We here at Rebus are often asked what it is we do, both as individuals and as an organization. Sometimes, depending on the context, we find ourselves stretching to find the right combination of words—non-profit, web-based platforms, tools for academics, digital texts, collaboration. A common perception is that Rebus is a publisher, given that we help people make and find and use books, after all. And our common response is often: No, we’re not really a publisher.
But then, in many ways, that’s exactly what we are.
The problem is that there’s a lot of baggage around that term, largely because of the way that many in the publishing industry have created control mechanisms and profitability requirements around their products. And Rebus, through all of our initiatives, is about opening up access to what is produced, so that the whole ecosystem benefits.
Our central driver is to make things public.
We want our platforms to be accessible and exciting for the public. We want the books our community creates to be shared and used and adapted in the public sphere. We want printed versions of these books to be available to the public who wants them. We want digital texts, without restrictive rights management wrapped around them, to be publicly used and remixed and turned into great new pieces of thinking and writing—for the public good. We want ideas and dreams about open knowledge to become a public norm, an expectation even.
In that sense, Rebus is very much a publisher. We strive for a world in which things are public. At the same time, we are part of a larger socio-economic ecosystem, an ecosystem that includes proprietary knowledge and products, systems of financial exchange, and forces that tend to leverage the rhetorical value of ‘public’ towards privatized outcomes. For that reason we have walked a fine line between publisher and not-publisher.
Are we already a publisher?
Over the past year, Rebus has been going through some subtle internal changes. Our best-known initiative to date, Rebus Community, is entering a new phase of technological and organizational maturity. In the next few months, we will offer a professional development package that creates a supportive learning environment, in complement to our online platform. Alongside this, people can continue to use our infrastructure to produce beautiful, high-quality open textbooks. Rebus Community as publisher? Yes, in many senses.
Meanwhile, development continues apace on Rebus Ink, a digital platform for reading and research. By November we will have launched the beta version of this web application, one that lets scholars collect and read and annotate and cite, and then go on to construct the arguments and written outputs that are central to academic life. Rebus Ink as a part of scholarly publishing? Why not?
And finally, Rebus Foundation, the branch of our organization that facilitates the generous funding we have received from the Hewlett and Mellon Foundations. In the new framing of Rebus, the Foundation expands it role, becoming an advocate and a champion, a generator of ideas, and an engine that supports the broader ecosystem. Rebus Foundation, publishing scaffold? Yes, absolutely, as we strive to make openness a normative direction for our world, and even more of a publicly held value.
Freely flying our flag.
In many of our personal lives, we resist being cast in roles that don’t quite fit. We struggle against the outside world’s labels and perceptions; we rail against being categorized and limited. Then, after spending a while reflecting and coming to understand who we really are, we may accept a given label. We might even take it on wholeheartedly, and use the momentum and history in that word to redefine it, and open it up to new understandings. We become comfortable in our skin, even as we evolve and grow.
Hello, world. We’re Rebus, a new kind of publisher for a new kind of public. Nice to meet you.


Assignment:
Please copy every record below exactly, but leave the pictures out.

──────── Source data ────────

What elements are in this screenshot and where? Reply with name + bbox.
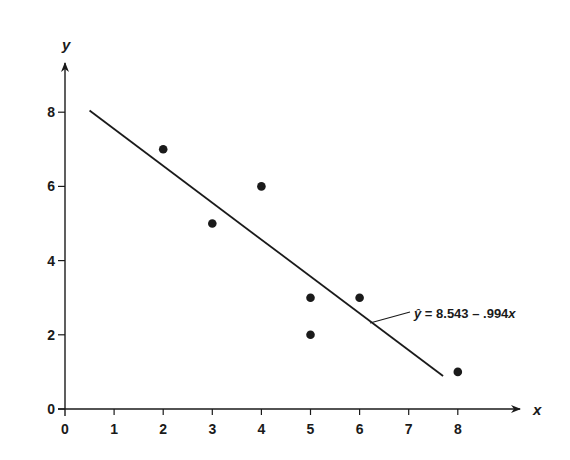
regression-equation: ŷ = 8.543 – .994x (413, 306, 516, 321)
x-tick-label: 5 (307, 421, 315, 437)
equation-leader-line (370, 312, 410, 323)
y-axis-label: y (61, 36, 71, 53)
x-ticks: 012345678 (61, 409, 462, 437)
y-ticks: 02468 (47, 104, 65, 417)
regression-line (90, 110, 444, 376)
y-tick-label: 0 (47, 401, 55, 417)
scatter-chart: y x 012345678 02468 ŷ = 8.543 – .994x (0, 0, 570, 460)
data-point (208, 219, 217, 228)
data-point (355, 293, 364, 302)
x-tick-label: 3 (208, 421, 216, 437)
y-tick-label: 8 (47, 104, 55, 120)
x-tick-label: 8 (454, 421, 462, 437)
x-tick-label: 6 (356, 421, 364, 437)
x-tick-label: 0 (61, 421, 69, 437)
x-tick-label: 2 (159, 421, 167, 437)
x-tick-label: 4 (258, 421, 266, 437)
y-tick-label: 4 (47, 253, 55, 269)
x-axis-label: x (532, 401, 542, 418)
x-tick-label: 7 (405, 421, 413, 437)
data-point (257, 182, 266, 191)
y-tick-label: 6 (47, 178, 55, 194)
data-point (454, 368, 463, 377)
data-point (306, 293, 315, 302)
data-points (159, 145, 462, 376)
y-tick-label: 2 (47, 327, 55, 343)
data-point (159, 145, 168, 154)
x-tick-label: 1 (110, 421, 118, 437)
data-point (306, 331, 315, 340)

────────

Task response:
What elements are in this screenshot and where? Reply with name + bbox.
regression-equation: ŷ = 8.543 – .994x (413, 306, 516, 321)
x-tick-label: 5 (307, 421, 315, 437)
equation-leader-line (370, 312, 410, 323)
y-axis-label: y (61, 36, 71, 53)
x-ticks: 012345678 (61, 409, 462, 437)
y-ticks: 02468 (47, 104, 65, 417)
regression-line (90, 110, 444, 376)
y-tick-label: 0 (47, 401, 55, 417)
scatter-chart: y x 012345678 02468 ŷ = 8.543 – .994x (0, 0, 570, 460)
data-point (208, 219, 217, 228)
data-point (355, 293, 364, 302)
x-tick-label: 3 (208, 421, 216, 437)
y-tick-label: 8 (47, 104, 55, 120)
x-tick-label: 8 (454, 421, 462, 437)
x-tick-label: 6 (356, 421, 364, 437)
x-tick-label: 0 (61, 421, 69, 437)
x-tick-label: 2 (159, 421, 167, 437)
x-tick-label: 4 (258, 421, 266, 437)
y-tick-label: 4 (47, 253, 55, 269)
x-axis-label: x (532, 401, 542, 418)
x-tick-label: 7 (405, 421, 413, 437)
data-point (257, 182, 266, 191)
y-tick-label: 6 (47, 178, 55, 194)
data-point (454, 368, 463, 377)
data-point (306, 293, 315, 302)
data-points (159, 145, 462, 376)
y-tick-label: 2 (47, 327, 55, 343)
data-point (159, 145, 168, 154)
x-tick-label: 1 (110, 421, 118, 437)
data-point (306, 331, 315, 340)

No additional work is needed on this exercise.